Seminar 8. May 22. Generating Scenarios of Salmon Recovery.
The session goals are to 1) review the concept of "scenarios", discuss analytical and decision approaches to scenarios analysis for identifying actions and predicting their effects on the status of salmon populations, and 2) focus specifically on how habitat is analyzed in scenarios.
Lead Speakers:
Michelle McClure, Northwest Fisheries Science Center
Michelle McClure (Michelle.Mcclure@noaa.gov) grew up in the Pacific Northwest, and attended The Evergreen State College, receiving an undergraduate degree in interdisciplinary studies. She spent several years working as a research assistant on a variety of biological and archeological projects before returning to school at Cornell University. After completing her dissertation research on the development and evolution of pigment patterns in the zebrafish and several congeners, she received her Ph.D. in Ecology and Evolutionary Biology from Cornell in 1998. She spent several months as a science journalism fellow at an NPR-affiliate radio station in Ohio before obtaining a position with the National Marine Fisheries Service as Salmon Science Coordinator for the Columbia Basin. She currently is a co-chair of the Interior Columbia Technical Recovery Team, an interdisciplinary, multi-agency effort to determine population structure, define recovery goals and assist policy-makers in determining appropriate suites of actions for achieving recovery.
Nate Mantua, University of Washington
Nathan Mantua, (mantua@atmos.washington.edu) is an affiliate Assistant Professor of Atmospheric Sciences and Marine Affairs at the University of Washington, and a full time research scientist with the UW's Climate Impacts Group. Most of his current research is focused on regional impacts of climate on the water cycle and marine ecosystems in the Pacific Northwest, and how climate information is or isn't being used in resource management decisions.
He received a B S from the University of California at Davis in 1988, and a Ph D from the UW's Department of Atmospheric Science in 1994 for numerical modeling studies of El Nino/Southern Oscillation. In April 2000 he received a Presidential Early Career Award for Scientists and Engineers for his climate impacts research and public outreach activities.
Student Questions
Michelle McClure
No questions posed
Nate Mantua
1. How can climate information be used to determine the appropriate temporal scales for modeling?
2. To what extent can we impact the climate? What would be the effect on the climate due to large-scale conversion from hydroelectric to other energy sources?

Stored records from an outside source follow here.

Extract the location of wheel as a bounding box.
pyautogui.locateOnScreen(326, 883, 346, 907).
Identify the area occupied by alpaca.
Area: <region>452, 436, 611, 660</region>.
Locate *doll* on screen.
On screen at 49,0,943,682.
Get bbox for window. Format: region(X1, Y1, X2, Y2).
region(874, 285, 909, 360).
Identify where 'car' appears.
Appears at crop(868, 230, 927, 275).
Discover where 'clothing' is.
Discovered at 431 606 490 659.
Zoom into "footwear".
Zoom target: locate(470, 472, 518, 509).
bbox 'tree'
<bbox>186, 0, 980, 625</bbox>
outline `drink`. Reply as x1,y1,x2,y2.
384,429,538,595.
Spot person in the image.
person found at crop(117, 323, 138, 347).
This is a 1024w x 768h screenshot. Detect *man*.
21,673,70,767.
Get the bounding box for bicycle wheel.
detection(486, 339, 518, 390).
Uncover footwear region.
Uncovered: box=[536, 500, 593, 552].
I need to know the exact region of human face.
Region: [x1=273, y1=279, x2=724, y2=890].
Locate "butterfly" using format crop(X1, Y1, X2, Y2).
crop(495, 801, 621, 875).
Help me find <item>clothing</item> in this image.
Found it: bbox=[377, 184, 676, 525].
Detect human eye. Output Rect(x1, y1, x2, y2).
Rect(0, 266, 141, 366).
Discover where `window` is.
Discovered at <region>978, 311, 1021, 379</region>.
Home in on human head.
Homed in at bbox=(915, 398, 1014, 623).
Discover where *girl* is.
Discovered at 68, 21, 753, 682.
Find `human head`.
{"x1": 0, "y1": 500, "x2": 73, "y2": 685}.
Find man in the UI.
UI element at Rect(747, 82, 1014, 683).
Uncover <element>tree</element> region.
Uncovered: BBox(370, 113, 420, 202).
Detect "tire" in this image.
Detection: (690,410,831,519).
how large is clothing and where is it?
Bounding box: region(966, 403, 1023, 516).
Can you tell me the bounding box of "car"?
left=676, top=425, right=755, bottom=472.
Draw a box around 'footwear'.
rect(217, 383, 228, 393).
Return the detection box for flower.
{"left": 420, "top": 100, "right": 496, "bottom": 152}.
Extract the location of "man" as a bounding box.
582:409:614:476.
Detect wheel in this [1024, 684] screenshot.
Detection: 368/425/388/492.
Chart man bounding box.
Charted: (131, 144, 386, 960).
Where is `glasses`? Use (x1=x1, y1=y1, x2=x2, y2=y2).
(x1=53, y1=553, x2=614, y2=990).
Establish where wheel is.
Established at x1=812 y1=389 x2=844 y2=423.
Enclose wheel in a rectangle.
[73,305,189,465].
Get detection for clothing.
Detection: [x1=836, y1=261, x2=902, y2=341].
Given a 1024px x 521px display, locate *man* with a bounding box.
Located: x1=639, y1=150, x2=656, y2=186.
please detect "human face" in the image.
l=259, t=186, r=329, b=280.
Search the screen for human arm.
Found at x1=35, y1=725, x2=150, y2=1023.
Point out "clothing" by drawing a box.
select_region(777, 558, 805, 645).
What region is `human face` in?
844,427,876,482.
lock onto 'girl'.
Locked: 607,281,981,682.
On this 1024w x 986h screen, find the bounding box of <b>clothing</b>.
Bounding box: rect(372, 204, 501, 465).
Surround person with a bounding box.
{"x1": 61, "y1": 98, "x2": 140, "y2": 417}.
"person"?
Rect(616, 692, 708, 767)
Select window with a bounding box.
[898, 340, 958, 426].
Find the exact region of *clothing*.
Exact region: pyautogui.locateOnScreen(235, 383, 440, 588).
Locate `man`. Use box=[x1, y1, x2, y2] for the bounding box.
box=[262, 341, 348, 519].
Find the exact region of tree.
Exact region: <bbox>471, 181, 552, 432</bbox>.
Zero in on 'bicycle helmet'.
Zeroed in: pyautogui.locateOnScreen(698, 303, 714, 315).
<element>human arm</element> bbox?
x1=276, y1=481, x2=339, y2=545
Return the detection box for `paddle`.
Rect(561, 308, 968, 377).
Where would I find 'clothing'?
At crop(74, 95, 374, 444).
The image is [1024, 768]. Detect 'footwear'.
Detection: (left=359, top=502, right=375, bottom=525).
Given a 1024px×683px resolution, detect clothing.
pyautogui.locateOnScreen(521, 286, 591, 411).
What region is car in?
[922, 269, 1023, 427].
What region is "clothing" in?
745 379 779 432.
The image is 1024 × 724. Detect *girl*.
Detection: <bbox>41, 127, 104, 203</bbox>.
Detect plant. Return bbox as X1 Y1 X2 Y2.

3. How do scenarios and current models consider larger-scale drivers, such as ocean conditions? We need to ensure that freshwater and estuarine conditions are good enough to give salmon the resilience to persist even under poor ocean survival conditions. When larger scale-effects appear to be driving a population, as the Pacific Decadal Oscillation may be doing at the moment, can we isolate these impacts so as to determine the effect of other, more local changes?